Aside from his concerns about San Francisco becoming a playground for tech millionaires and billionaires, I recall Ferlinghetti being most troubled when discussing Donald Trump, a man he viewed as a threat to democracy—a point he made in his short poem “Trump’s Trojan Horse.”

Ferlinghetti hadn’t been to City Lights in recent years. He was less agile, as happens to people who have been alive for a century, but he was remarkably quick-witted. When I called him last year for an appreciation I was writing on Michael McClure, the Beat poet who had died at age 87, he joked, “He was so good-looking, he should have been a movie star instead of a poet.”

 

Although Ferlinghetti hadn’t visited his venerable bookstore in some time, he told me, “I’m there in spirit all the time.” Any visitor to the shop could sense his spirit. The last event I took part in at City Lights was in the fall of 2019, when I interviewed Daniel Handler about his novel Bottle Grove. Given that a bar is at the center of the book, Peter Maravelis, City Lights’ events director (a true impresario), made the evening more of a party, playing Pérez Prado records and distributing free cocktails he made. It was an event that Ferlinghetti, with his bubbly personality, would have approved of—it was fun and loose, and the patrons who attended were equal participants rather than passive observers.

 

One can feel Ferlinghetti’s presence at City Lights in many other ways. Photos of the poet grace the store’s walls, as do his painted signs. “HAVE A SEAT + READ A BOOK,” reads one. “Printers’ ink is the greater explosive,” reads another. Banners hanging from the roof of the store proclaim, “DEMOCRACY IS NOT A SPECTATOR SPORT.” Ferlinghetti’s books, too—poetry collections, fiction, travel writing, and essays—fill the shop’s shelves, as do scores of books that his publishing house ushered into the world. 

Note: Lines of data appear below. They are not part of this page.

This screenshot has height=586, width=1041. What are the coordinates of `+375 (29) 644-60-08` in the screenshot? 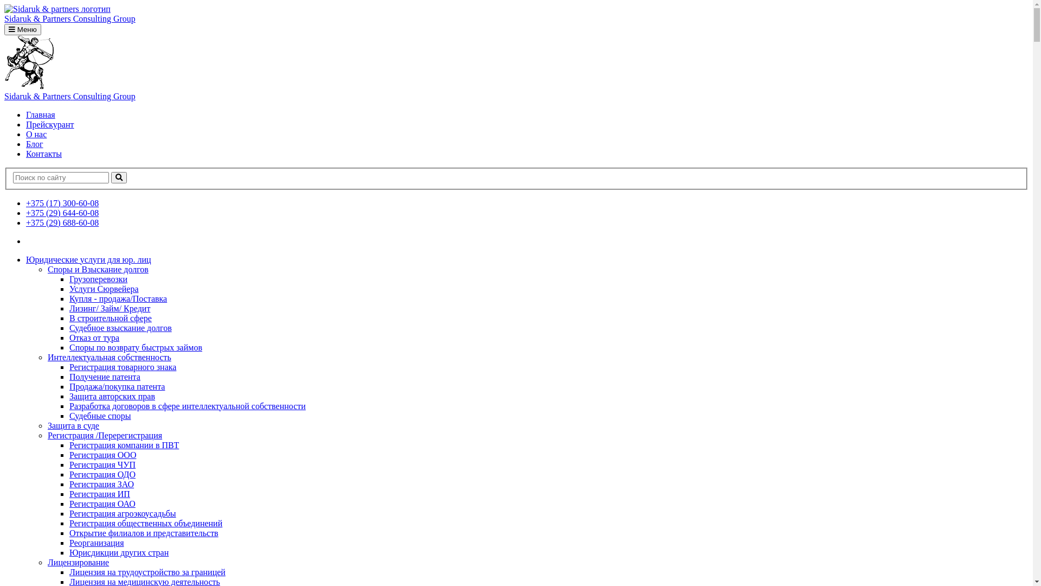 It's located at (62, 213).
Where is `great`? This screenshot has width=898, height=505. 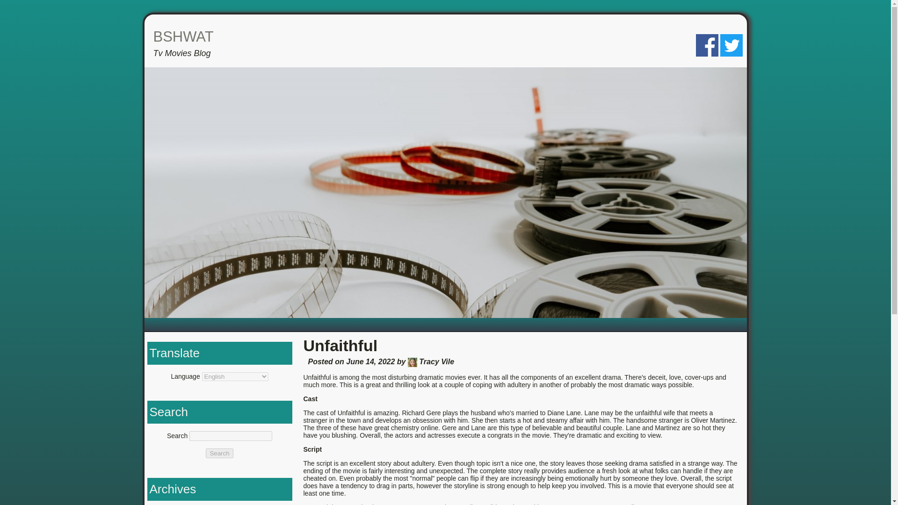 great is located at coordinates (400, 504).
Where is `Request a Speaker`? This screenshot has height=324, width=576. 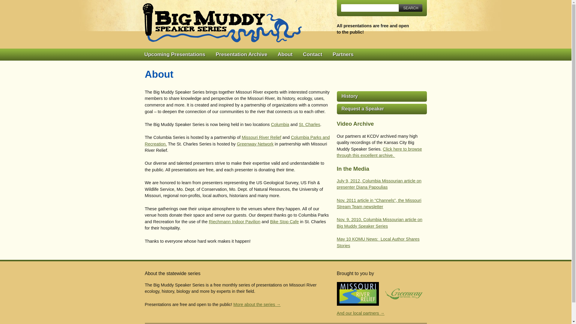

Like countless other bookstores and small businesses, City Lights has been hurt by the pandemic. Last year, the store decided to appeal to the public for help, asking for $300,000 in a fundraising campaign. Fans of City Lights from all over the world contributed, returning Ferlinghetti’s generosity. To date, more than half a million dollars has been donated by more than 10,000 people. Unlike a lot of other bookstores, City Lights is lucky to own its building; it doesn’t have to fear a landlord who will dramatically raise the rent and put it out of business. And so City Lights may well outlive us all—as it should. That it will flourish will be a testament to our shared love of the place and of the man who opened his doors to everyone.